Denver cuts services to pay for migrant crisis
City projects $180M budget shortfall in ’24
Denver Motor Vehicle offices will close for a week at a time on a rotating basis, recreation centers will reduce their hours and the parks department will slash programming by 25 percent to help offset the fast-rising costs of sheltering migrants in the city.
Denver Mayor Mike Johnston announced the first round of budget cuts at a news conference Friday morning — changes that, including those reductions and other small ones, will add up to $5 million in budget savings this year, he said.
But more painful cuts may be coming. The city, which was sheltering more than 3,500 migrants in hotels and other places as of Friday morning, is projecting a potential $180 million budget shortfall in 2024 without more state or federal support.
Friday’s announcement signaled a turning point for city leaders. They had been planning for potential budget cuts in recent weeks but were holding out hope that a tentative border deal in Congress would spare any major reductions in city services by providing federal funding to cities like Denver.
When the border security deal collapsed in the U.S. Senate earlier this week, the city was forced to pivot, said Johnston — who pointedly put the blame on former President Donald Trump, who had pressured Republicans to reject it, in a 2-minute video posted on social media Wednesday.
“This is a plan for shared sacrifice. This is what good people do in hard situations as you’re trying to manage your way to serve all of your values,” the mayor said while flanked by City Council members and other officials, including Parks and Recreation executive director Jolon Clark.
“We will reduce hours at our rec centers,” the mayor said. “Our regional centers that are seven days (a week), we’ll come back to six days. Those sites that are six days (a week) will stay in six days but will reduce hours.”
Johnston said more cuts — and possibly more difficult ones — may be coming soon.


* **Work instruction**
Give back each entry exactly as written, apart from the pictures.

* **Dataset extract**
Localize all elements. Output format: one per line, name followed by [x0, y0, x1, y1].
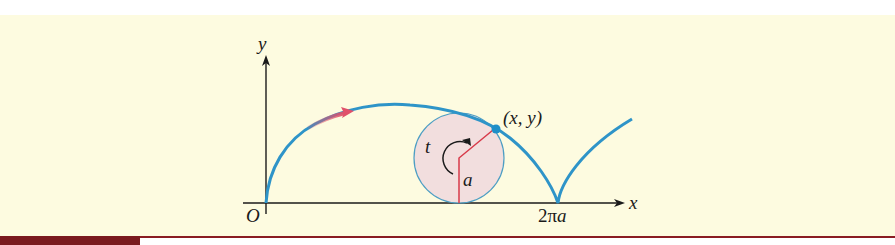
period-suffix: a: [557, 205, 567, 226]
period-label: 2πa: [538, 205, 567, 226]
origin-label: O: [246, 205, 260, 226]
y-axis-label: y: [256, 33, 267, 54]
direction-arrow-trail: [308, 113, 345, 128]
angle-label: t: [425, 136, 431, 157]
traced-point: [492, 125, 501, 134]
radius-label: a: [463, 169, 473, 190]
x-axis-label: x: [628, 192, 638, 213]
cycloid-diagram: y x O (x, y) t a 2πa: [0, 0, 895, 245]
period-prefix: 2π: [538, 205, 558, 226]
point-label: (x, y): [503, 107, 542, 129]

* **Output of the exercise**
Localize all elements. Output format: one per line, name followed by [x0, y0, x1, y1].
period-suffix: a: [557, 205, 567, 226]
period-label: 2πa: [538, 205, 567, 226]
origin-label: O: [246, 205, 260, 226]
y-axis-label: y: [256, 33, 267, 54]
direction-arrow-trail: [308, 113, 345, 128]
angle-label: t: [425, 136, 431, 157]
traced-point: [492, 125, 501, 134]
radius-label: a: [463, 169, 473, 190]
x-axis-label: x: [628, 192, 638, 213]
cycloid-diagram: y x O (x, y) t a 2πa: [0, 0, 895, 245]
period-prefix: 2π: [538, 205, 558, 226]
point-label: (x, y): [503, 107, 542, 129]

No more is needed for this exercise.